Google asserts that NotebookLM does not utilize personal user data—including uploaded sources, queries, and generated content—for the training of its underlying AI models. When accessed via a university or institutional Google Workspace account, NotebookLM adheres to the established privacy policies governing other Google Workspace applications. 

The standard NotebookLM service permits the creation of up to 100 notebooks, with each notebook accommodating up to 50 sources. Each source can contain a maximum of 500,000 words. Daily operational limits typically include 50 chat queries and 3 audio generations. 

Yes, NotebookLM facilitates collaboration by allowing users to share notebooks. This feature supports real-time group research, shared note-taking, and collective AI-assisted analysis.

  • Yes, NotebookLM can produce code snippets in various programming languages, contingent upon the contextual information present within the uploaded source documents.


NotebookLM vs. Custom GPTs: A Comparative Overview

To assist in determining the most suitable tool for your academic project, consider the following comparison:

To assist in determining the most suitable tool for your academic project, consider the following comparison of their design and functionality:

Feature/AspectNotebookLMCustom GPT

Core Function

Document-centric AI for analysis and synthesis of user-provided sources.

Configurable AI assistant for varied tasks; can be tailored with instructions and custom knowledge.

Information Source

Exclusively uses content from uploaded documents; provides direct citations.
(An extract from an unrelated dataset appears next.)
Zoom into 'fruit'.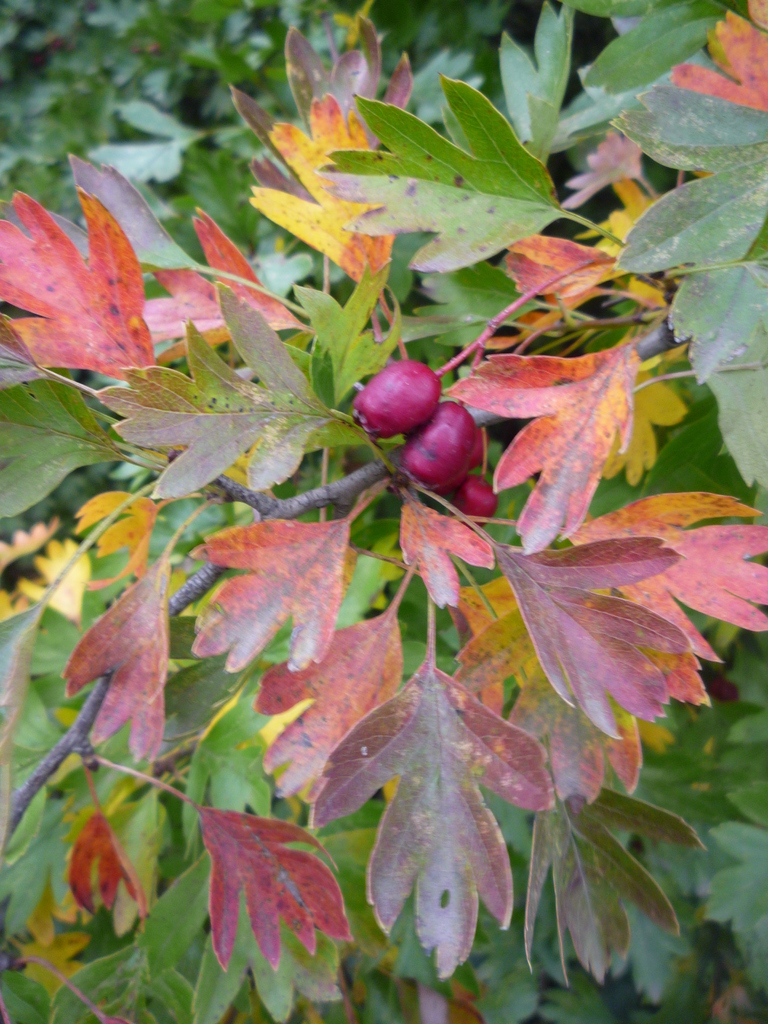
Zoom target: detection(404, 396, 493, 486).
Primarily relies on its broad training data; can be directed to use uploaded files, with varying citation rigor.

Interface & Workflow

Structured around "notebooks" for document organization and integrated analytical features.

Conversational interface within its platform; configuration involves defining instructions and capabilities.

Collaboration

Supports shared notebooks for collaborative research and analysis.

Collaboration typically managed through shared chats; specific shared document context less inherent to the tool's design.

Typical Outputs

Summaries, study aids, timelines, Q&A, and audio summaries derived from sources.

Text generation (creative, code, specific formats), responses to queries, interactive dialogues.

Supported Inputs

Google Docs, PDFs, text files, web URLs, YouTube URLs, audio files.

Primarily text, PDFs, and other common document formats.

Primary Use Cases

In-depth document analysis, personal knowledge base development, research synthesis, academic writing support (source-grounded).

Broad content generation, specialized conversational agents, coding assistance, brainstorming, general information retrieval.

Factual Basis

Responses strictly grounded in user-provided sources. 

Responses based on training data and/or provided files; factual accuracy is contingent on model and prompt design.